Rustic antiques shop in Pudsey to go
This antiques shop in Pudsey is to be demolished;
These two properties in Pudsey are looking a bit ramshackle, but there is a Parisian rustic quality to these buildings that gives warmth to the character of Pudsey.It is also sad that a terraced property can still be a victim of the wrecking ball, as I had always hoped that the contiguous relationship to neighbours would be a complexity to deter the bean counting developers. Rough around the edges, but a loss nonetheless.
Victorian Baths in Elland bulldozed without permission
Very sad to see the Victoria Baths in Elland being demolished this week due to structural instability.
http://portal.calderdale.gov.uk/online-applications/applicationDetails.do?activeTab=summary&keyVal=N9F39DDW0D600
There are not many towns that have been ruined to the extent that Elland has. The loss of industry and the town’s train station, followed by the cursory modernist regeneration of the 60s have left this small town without purpose and wholly deprived. Sadly this last remnant of the once striking town centre has been condemned, with the levelling process beginning before any permission has been granted. I suppose expedience like this is at the councils discretion, particularly as it falls falls within a conservation area.
Apparently it would have cost a million pounds to maintain the structure. A (dubiously) large amount indeed, but how much will be spent on whatever new Community Centre/Elland Action Team facility will be built there instead. Maybe if it had gone to tender on a wider platform or a private owner could have been found, slightly more of Elland town centre wouldn’t be condemned to rubble.
Last of the commercial high street, Spring Vale
The former butchers shop on the high street of Spring Vale is to be demolished, along with the neighbouring commercial buildings. The planning statement gives us the reason that ‘current local market conditions will not support the reinstatement of the butchers shop’. But why limit our imagination to a purveyor of meat? I’m no shopkeeper, but high street commercial property is quite flexible. You could sell almost anything from this shop. Aren’t we trying to encourage small commercial centres that complement the larger hubs nearby?
Nope, knock it down, build some houses quickly and advertise them as being close to the M1.
4 townhouses – Spring Vale, Penistone
This was once a high street. There will be nothing left of it once these buildings are gone. A village becomes a suburb.
M62 corridor towns
Those poor old towns along the M62 corridor really will bear the brunt of development in West Yorkshire over the coming decade. Im sure developers will make spurious claims of sustainable locations, but in reality, the West Yorkshire lifestyle will become more dependent on the M62, for going to work, for shopping, and for getting home. The sprawl in these towns means you can barely differentiate between the likes of Morley or Birstall or Birkinshaw any more. If only a strong green belt, and an inviolable conservation area status was given to the highstreets in these towns, perhaps they would be more than dormitories of Leeds.
47 Dwellings on Brownfield land in Drighlington.
The designs are as good as you will get from a volume housebuilder, so even I concede things are improving. Yet still there is no justification to knock everything down. Goodbye to this little gem:
I would welcome this development were they to maintain the street front, transform the cul-de-sac into a through road, and be extremely sympathetic with building materials. A step in the right direction, but still a long road ahead.
More of the same
Three applications to demolish historic buildings in West Yorkshire this week.
Horsforth:
Interesting Victorian quasi-manor house, possibly relating to the railway that passes nearby. The location of this building is very strange, and even stranger, the use of the place as an Italian restaurant. Shame that it will be lost.
Rastrick:
Middle building is to go. Not an especially important building, but theres no need to knock it down really.
Weatherby:
Quaint corner building in this historic market town to make way for a shop.
Also, although not my patch, Mapplewell in Barnsley will be losing this gem of a public house:
Parish School to be demolished by Parish Church
A minor victory this week. Kirkheaton Parish School, which was set to have an application (from the Parish Church) to demolish passed this week, has been deferred for a little while longer as English Heritage are consulted regarding the merit of the building. Special thanks to the Victorian Society who wrote to Kirklees council to request this. I will keep you posted on the outcome of this consultation.
I was recently told that the justification for passing this planning permission was that ‘although the loss of a historic asset would occur, the financial return for the develop would be maximized under this scheme’. Forgive my ignorance, but you don’t need a planning system to enforce the rules of economic calculus. The planning system should literally be doing the opposite of this.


__Problem to work on__: Your task is to quote the records from their first line through the line containing "Image is 644x281 pixels.", with nothing added or left out.
The data START
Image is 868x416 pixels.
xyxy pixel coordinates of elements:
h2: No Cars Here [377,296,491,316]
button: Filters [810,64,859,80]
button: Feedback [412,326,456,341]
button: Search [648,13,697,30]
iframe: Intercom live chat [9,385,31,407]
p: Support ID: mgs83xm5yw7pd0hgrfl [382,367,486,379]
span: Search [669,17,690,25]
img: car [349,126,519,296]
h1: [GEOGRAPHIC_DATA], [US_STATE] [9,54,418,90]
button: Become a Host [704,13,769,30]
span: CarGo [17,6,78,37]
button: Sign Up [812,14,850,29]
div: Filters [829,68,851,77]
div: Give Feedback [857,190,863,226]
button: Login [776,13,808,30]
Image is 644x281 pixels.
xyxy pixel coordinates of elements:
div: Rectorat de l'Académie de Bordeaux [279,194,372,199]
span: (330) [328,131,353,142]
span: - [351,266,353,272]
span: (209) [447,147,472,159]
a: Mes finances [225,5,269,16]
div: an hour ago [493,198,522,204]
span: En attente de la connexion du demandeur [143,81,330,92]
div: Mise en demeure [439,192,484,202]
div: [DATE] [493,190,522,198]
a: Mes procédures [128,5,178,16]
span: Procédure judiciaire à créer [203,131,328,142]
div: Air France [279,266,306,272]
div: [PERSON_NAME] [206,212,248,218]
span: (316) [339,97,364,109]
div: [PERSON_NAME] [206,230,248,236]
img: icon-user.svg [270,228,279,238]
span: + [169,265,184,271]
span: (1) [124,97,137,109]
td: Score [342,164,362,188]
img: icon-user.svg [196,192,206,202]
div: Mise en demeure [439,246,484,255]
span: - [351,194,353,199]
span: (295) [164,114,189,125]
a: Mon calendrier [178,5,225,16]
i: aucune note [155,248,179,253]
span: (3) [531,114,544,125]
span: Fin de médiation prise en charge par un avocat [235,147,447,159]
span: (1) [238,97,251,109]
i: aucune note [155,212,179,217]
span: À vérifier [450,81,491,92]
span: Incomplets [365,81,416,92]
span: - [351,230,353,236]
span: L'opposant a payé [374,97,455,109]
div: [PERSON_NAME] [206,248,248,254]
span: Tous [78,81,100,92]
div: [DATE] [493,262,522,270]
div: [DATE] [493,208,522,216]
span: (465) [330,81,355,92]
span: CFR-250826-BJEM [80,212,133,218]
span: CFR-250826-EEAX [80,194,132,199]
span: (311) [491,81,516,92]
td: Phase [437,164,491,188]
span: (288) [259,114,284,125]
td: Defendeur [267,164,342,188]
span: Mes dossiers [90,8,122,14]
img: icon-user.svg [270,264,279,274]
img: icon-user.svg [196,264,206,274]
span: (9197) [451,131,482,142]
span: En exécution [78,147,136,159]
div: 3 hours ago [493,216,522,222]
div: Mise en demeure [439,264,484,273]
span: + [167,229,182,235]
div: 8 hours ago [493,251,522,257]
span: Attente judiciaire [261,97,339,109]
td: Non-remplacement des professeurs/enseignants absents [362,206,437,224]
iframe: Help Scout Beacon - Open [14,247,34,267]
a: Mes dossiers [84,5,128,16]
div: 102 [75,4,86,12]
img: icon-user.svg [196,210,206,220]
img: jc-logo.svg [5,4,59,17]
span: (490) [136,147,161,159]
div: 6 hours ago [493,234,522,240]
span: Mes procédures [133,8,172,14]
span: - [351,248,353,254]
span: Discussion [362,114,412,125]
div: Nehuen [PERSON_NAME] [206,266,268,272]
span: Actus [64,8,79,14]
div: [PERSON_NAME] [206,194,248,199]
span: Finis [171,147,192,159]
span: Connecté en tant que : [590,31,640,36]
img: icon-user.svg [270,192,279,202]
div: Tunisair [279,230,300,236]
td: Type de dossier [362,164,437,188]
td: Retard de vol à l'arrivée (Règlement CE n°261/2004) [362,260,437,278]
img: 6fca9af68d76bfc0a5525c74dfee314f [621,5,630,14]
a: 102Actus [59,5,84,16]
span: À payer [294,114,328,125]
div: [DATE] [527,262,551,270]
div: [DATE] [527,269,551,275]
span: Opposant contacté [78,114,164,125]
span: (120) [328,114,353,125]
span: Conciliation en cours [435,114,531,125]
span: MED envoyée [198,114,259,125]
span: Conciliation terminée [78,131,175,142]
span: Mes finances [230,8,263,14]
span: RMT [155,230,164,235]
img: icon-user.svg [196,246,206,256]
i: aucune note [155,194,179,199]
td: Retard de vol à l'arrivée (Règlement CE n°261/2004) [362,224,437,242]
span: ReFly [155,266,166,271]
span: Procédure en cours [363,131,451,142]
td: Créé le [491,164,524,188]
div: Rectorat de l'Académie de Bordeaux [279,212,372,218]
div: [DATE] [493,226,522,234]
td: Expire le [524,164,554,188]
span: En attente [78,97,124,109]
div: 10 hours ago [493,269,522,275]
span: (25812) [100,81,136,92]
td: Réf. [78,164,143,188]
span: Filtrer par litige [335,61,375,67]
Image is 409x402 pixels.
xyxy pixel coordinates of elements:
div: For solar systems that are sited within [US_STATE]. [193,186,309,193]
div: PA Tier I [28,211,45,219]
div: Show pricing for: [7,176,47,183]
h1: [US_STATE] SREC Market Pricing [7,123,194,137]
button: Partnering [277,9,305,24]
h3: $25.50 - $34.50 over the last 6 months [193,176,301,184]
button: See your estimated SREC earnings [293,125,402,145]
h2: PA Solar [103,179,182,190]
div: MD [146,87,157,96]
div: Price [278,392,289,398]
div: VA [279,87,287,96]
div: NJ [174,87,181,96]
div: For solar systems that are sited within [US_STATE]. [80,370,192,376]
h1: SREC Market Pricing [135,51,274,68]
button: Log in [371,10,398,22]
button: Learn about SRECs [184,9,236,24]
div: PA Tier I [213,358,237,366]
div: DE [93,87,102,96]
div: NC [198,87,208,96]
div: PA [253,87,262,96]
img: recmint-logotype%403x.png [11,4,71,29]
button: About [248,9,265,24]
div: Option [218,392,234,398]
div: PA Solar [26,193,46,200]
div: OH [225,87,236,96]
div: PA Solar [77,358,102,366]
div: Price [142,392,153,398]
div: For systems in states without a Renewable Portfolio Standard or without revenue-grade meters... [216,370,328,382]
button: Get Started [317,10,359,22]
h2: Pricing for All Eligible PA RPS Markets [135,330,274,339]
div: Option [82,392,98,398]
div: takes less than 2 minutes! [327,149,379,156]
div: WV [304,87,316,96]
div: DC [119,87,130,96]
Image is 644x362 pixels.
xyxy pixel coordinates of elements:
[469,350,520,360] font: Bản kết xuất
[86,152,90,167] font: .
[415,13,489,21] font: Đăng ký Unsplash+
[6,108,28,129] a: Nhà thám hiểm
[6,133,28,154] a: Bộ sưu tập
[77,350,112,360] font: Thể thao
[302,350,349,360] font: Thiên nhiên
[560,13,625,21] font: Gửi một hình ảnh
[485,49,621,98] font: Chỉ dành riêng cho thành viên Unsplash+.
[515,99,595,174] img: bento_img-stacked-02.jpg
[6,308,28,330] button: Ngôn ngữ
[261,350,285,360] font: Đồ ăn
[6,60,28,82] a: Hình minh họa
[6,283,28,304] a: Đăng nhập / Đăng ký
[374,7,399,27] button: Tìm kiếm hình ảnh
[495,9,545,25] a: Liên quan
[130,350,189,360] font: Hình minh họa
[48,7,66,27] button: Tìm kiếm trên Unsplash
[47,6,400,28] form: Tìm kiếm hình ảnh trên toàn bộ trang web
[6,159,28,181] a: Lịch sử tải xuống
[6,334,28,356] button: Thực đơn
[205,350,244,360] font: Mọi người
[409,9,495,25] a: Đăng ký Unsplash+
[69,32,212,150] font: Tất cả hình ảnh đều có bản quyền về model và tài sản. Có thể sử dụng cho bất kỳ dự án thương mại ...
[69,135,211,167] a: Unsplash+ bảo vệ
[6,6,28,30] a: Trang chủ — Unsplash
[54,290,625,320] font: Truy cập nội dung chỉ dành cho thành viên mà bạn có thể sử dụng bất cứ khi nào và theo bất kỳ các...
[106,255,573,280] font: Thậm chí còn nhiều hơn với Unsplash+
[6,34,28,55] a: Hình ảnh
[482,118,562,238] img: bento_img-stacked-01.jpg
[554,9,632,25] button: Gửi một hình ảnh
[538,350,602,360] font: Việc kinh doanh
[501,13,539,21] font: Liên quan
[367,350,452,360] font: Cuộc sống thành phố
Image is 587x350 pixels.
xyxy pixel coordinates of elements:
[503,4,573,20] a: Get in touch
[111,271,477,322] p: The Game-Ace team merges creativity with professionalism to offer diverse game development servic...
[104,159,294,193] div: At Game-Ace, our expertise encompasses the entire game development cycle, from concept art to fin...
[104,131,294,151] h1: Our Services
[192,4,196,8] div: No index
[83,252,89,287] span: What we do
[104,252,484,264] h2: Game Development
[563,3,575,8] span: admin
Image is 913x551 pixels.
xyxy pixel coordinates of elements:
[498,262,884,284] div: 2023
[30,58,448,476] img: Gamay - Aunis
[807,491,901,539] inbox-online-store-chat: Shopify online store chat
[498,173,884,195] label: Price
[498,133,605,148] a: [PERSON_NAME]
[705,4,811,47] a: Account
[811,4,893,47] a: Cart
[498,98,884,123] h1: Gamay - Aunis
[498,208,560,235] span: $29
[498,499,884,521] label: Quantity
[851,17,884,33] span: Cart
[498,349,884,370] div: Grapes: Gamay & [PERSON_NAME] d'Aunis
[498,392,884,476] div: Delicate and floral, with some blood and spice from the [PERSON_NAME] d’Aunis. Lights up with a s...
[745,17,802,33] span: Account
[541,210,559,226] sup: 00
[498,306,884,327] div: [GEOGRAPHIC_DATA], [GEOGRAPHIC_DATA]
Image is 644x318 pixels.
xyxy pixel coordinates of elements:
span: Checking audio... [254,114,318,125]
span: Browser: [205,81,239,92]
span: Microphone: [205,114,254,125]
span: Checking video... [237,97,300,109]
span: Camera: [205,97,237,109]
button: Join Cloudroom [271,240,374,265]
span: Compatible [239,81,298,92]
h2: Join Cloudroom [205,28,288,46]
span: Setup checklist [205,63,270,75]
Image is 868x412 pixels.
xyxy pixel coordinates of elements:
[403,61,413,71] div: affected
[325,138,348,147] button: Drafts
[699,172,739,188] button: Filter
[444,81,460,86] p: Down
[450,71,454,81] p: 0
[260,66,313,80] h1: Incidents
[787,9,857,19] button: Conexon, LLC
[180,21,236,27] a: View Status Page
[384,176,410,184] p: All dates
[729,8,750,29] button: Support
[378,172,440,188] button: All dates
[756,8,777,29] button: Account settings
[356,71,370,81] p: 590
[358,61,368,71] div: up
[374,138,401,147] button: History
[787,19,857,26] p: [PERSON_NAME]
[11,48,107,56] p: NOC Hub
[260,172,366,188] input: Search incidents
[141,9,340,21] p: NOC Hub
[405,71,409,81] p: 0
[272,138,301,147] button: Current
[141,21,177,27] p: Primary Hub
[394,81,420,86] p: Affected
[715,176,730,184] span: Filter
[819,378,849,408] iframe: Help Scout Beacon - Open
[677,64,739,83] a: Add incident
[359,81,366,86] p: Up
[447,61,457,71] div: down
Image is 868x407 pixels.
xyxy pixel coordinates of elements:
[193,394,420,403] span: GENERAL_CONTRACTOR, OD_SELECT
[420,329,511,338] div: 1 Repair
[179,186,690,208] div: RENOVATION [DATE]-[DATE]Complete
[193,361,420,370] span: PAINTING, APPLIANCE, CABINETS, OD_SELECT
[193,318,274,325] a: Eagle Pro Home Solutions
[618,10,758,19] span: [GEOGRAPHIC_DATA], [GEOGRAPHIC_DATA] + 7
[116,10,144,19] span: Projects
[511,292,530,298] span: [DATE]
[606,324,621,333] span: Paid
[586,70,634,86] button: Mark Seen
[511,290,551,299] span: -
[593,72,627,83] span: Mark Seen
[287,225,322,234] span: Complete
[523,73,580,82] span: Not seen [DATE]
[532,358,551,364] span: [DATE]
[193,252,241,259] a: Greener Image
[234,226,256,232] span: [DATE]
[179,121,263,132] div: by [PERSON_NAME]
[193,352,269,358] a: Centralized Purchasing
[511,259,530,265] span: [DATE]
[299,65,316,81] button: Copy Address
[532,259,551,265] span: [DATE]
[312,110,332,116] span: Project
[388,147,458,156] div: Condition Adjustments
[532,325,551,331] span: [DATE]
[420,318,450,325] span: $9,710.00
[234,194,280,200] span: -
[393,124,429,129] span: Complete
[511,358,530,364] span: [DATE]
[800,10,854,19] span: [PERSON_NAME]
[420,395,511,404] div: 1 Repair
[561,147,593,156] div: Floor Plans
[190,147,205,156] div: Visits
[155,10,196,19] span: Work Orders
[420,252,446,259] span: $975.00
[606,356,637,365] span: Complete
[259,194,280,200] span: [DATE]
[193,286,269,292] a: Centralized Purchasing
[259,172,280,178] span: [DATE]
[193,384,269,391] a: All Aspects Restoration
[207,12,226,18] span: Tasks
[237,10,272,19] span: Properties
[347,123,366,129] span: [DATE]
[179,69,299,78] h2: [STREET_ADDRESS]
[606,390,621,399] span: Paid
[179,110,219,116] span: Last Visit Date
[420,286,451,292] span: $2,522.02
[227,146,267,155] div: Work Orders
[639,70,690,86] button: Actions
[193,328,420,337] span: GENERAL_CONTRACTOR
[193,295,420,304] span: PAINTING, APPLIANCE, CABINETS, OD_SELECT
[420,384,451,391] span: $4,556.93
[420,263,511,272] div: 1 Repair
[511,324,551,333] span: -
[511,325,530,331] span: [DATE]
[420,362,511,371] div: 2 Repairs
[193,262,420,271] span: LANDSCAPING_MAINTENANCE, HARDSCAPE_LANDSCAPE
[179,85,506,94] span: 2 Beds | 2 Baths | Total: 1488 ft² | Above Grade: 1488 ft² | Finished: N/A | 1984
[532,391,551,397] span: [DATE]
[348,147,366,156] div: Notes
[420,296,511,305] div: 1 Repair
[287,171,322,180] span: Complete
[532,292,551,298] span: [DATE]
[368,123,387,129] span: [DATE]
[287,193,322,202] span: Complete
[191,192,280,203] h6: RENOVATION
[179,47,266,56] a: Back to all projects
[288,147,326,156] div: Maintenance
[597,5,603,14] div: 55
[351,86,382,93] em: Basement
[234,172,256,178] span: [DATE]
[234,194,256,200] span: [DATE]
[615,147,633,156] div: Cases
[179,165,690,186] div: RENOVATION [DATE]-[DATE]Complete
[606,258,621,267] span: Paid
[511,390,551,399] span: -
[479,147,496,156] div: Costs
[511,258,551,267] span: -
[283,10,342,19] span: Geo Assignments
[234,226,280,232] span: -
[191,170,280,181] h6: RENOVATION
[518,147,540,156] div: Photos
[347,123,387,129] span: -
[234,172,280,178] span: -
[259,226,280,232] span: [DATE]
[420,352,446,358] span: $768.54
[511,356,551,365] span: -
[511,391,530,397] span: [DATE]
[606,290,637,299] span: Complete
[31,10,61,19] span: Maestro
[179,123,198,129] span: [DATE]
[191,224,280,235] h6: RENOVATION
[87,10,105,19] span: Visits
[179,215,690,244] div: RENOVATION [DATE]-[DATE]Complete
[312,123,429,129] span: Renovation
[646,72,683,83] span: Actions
The data END
__Response box__:
Image is 868x416 pixels.
xyxy pixel coordinates of elements:
h2: No Cars Here [377,296,491,316]
button: Filters [810,64,859,80]
button: Feedback [412,326,456,341]
button: Search [648,13,697,30]
iframe: Intercom live chat [9,385,31,407]
p: Support ID: mgs83xm5yw7pd0hgrfl [382,367,486,379]
span: Search [669,17,690,25]
img: car [349,126,519,296]
h1: [GEOGRAPHIC_DATA], [US_STATE] [9,54,418,90]
button: Become a Host [704,13,769,30]
span: CarGo [17,6,78,37]
button: Sign Up [812,14,850,29]
div: Filters [829,68,851,77]
div: Give Feedback [857,190,863,226]
button: Login [776,13,808,30]
Image is 644x281 pixels.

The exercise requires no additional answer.